A California woman’s decision to plaster emojis on her outside walls, a move neighbors say came after they reported her for renting out her home on Airbnb, has made headlines around the world. But the war in Manhattan Beach, a city in southern California, sums up a wider problem for neighborhoods transformed by the tech platform: what happens if your neighbors hate it?
Neighborly disputes over Airbnb and other home-share properties are frequent, said Dan Weber, the founder of Airbnb Hell, a website that collects horror stories from hosts, renters and neighbors of Airbnb homes.
“It is fairly common, unfortunately, for neighbors of Airbnb rentals to suffer just for living next to a space,” he said. “People staying in an Airbnb rental are usually on vacation, and what happens is that the neighbors end up inadvertently living next to a party house.”
Dozens of accounts on the site complain about noise levels, parking hazards and drug use near their homes. “I have listened to countless nights trying to sleep, through drunken, drugged behaviour, people roaring and screaming, night and early morning,” one user wrote. “The latest rave resulted in a near riot in front of the house when drunken partygoers screamed and fought in the front yard when the police came for the third time that day,” another said.
Weber said he had looked into class-action lawsuits against Airbnb, to be brought by both hosts and guests, but the company’s air-tight terms of service agreement generally prevents any kind of legal action. Neighbor complaints may be a loophole, however, as they “never consented to this”, he said. Cities such as New York and San Francisco have created hotlines to allow neighbors to report illegal short-term rentals in their buildings. Weber said Airbnb should be doing more to address the issue.
“If Airbnb did a better job of policing their own platform, this would be less of a problem,” he said. “It seems they choose profit over the safety, health and wellbeing of both their users and the neighbors.”
Airbnb said it launched its “Neighbor Tool” in 2016 to help community members to “be good neighbors in the places they call home”. “Hosting is a big responsibility and those who fail to meet our standards and expectations will be subject to suspension or removal,” an Airbnb spokeswoman told the Guardian. The online form allows people who live near rental properties to file complaints about problems including “noise, party, or disturbances”, common spaces such as parking and trash collection, and “ general concerns”.
And beyond just becoming a neighborly nuisance, Airbnb has faced a global backlash for the effects that converting permanent housing into holiday homes can have on entire communities. One paper from UCLA found Airbnb was “having a significant effect on Los Angeles’ housing market and is contributing to the housing crisis” in the city. The short-term rental economy has been blamed for upending housing markets in cities such as Barcelona and Paris, displacing locals and exacerbating urban inequality.
Apostolos Filippas, an economist who authored the paper The Tragedy of Your Upstairs Neighbors: When Is the Home-Sharing Externality Internalized?, said the immediate effects were complicated and difficult to measure. Short-term rentals might have positive effects such as bringing money to local economies and neighborhoods often overlooked by tourists, but they in turn might raise rental costs for local residents.

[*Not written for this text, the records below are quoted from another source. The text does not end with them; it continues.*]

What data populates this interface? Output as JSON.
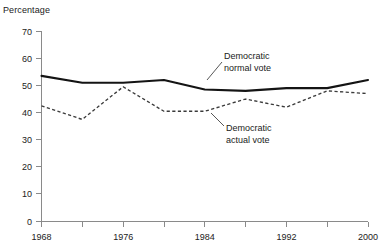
{
  "chart_data": {
    "type": "line",
    "title": "",
    "xlabel": "",
    "ylabel": "Percentage",
    "x": [
      1968,
      1972,
      1976,
      1980,
      1984,
      1988,
      1992,
      1996,
      2000
    ],
    "xlim": [
      1968,
      2000
    ],
    "ylim": [
      0,
      70
    ],
    "grid": false,
    "legend_position": "inline-annotations",
    "x_tick_labels": [
      "1968",
      "",
      "1976",
      "",
      "1984",
      "",
      "1992",
      "",
      "2000"
    ],
    "x_tick_values": [
      1968,
      1972,
      1976,
      1980,
      1984,
      1988,
      1992,
      1996,
      2000
    ],
    "y_tick_labels": [
      "0",
      "10",
      "20",
      "30",
      "40",
      "50",
      "60",
      "70"
    ],
    "y_tick_values": [
      0,
      10,
      20,
      30,
      40,
      50,
      60,
      70
    ],
    "series": [
      {
        "name": "Democratic normal vote",
        "style": "solid",
        "color": "#141414",
        "values": [
          53.5,
          51.0,
          51.0,
          52.0,
          48.5,
          48.0,
          49.0,
          49.0,
          52.0
        ]
      },
      {
        "name": "Democratic actual vote",
        "style": "dashed",
        "color": "#3a3a3a",
        "values": [
          42.5,
          37.5,
          49.5,
          40.5,
          40.5,
          45.0,
          42.0,
          48.0,
          47.0
        ]
      }
    ],
    "annotations": [
      {
        "id": "normal-vote",
        "line1": "Democratic",
        "line2": "normal vote"
      },
      {
        "id": "actual-vote",
        "line1": "Democratic",
        "line2": "actual vote"
      }
    ]
  },
  "axis": {
    "y_label": "Percentage"
  },
  "ticks": {
    "y": [
      {
        "label": "70"
      },
      {
        "label": "60"
      },
      {
        "label": "50"
      },
      {
        "label": "40"
      },
      {
        "label": "30"
      },
      {
        "label": "20"
      },
      {
        "label": "10"
      },
      {
        "label": "0"
      }
    ],
    "x": [
      {
        "label": "1968"
      },
      {
        "label": "1976"
      },
      {
        "label": "1984"
      },
      {
        "label": "1992"
      },
      {
        "label": "2000"
      }
    ]
  },
  "annotations": {
    "normal": {
      "line1": "Democratic",
      "line2": "normal vote"
    },
    "actual": {
      "line1": "Democratic",
      "line2": "actual vote"
    }
  }
}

He and his co-author discussed both monetary and non-monetary impacts: will Airbnb cause your rents to go up? And perhaps more importantly, what does it do for your quality of life?
“How do you measure noise? The effect noise has on me may be different than the effects [it has] on others,” he said. “In the end, strangers are not subject to the same social norms as long-term neighbors, and they may not behave the same way.”

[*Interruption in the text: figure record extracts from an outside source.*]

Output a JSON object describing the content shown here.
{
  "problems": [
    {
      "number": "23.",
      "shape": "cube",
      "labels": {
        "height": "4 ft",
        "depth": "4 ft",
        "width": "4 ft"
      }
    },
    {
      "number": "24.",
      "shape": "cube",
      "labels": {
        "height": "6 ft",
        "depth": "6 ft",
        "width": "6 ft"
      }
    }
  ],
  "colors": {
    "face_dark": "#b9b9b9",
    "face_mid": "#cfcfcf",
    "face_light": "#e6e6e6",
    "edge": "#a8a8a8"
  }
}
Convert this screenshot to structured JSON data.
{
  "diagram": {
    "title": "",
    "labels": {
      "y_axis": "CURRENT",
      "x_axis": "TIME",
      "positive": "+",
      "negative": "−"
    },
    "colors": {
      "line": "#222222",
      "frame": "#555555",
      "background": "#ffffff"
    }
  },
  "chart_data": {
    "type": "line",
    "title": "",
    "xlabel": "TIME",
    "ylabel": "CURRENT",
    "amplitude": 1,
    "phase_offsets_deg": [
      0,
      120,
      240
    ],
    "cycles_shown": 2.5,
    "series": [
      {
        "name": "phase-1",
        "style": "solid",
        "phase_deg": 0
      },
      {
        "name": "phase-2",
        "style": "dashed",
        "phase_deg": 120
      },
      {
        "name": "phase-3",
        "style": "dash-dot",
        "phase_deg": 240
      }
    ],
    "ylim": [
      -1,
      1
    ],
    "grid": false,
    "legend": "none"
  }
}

In Manhattan Beach, the community where the emoji house is located, neighbors say owner Kathryn Kidd retaliated with a bright paint job after the community reported her for renting out her home on Airbnb illegally.
The house is now bright pink and emblazoned with two large emojis, one with a zipper mouth (neighbors say it’s a “shut up” emoji) and another with eyes pointing in different directions and its tongue sticking out, both with exaggerated eyelashes. Locals say the piece amounts to “bullying” and an “F-U to the rest of the street”. Kidd claims it’s all in good fun.
She hired a local artist, Z the Art, to paint the mural after she was fined $4,000 for violating city laws on short-term rentals. The unit has now been relisted on Airbnb for rentals of a minimum of 30 days at a time, in keeping with local laws.
Kidd did not respond to a request for comment but previously told Easy Reader News the emojis were not intended to mock neighbors. “I’m trying not to offend anybody,” Kidd said. “I did it for the purpose of being happy, being positive, and I think it’s cute and quirky and kind of funny, and certainly was a time for the emoji.”
Z the Art said Kidd mentioned none of these issues to him when he was hired for the job. She did have “three or four specific emojis in mind” and they decided on two after he made some designs. He never expected his work to be at the center of a neighborhood war.
“The whole area is right up the street from the beach – I would kill to ever be able to afford property like that,” he said. “This just seems like way too much attention for a paint job; there’s a lot going on in the world.”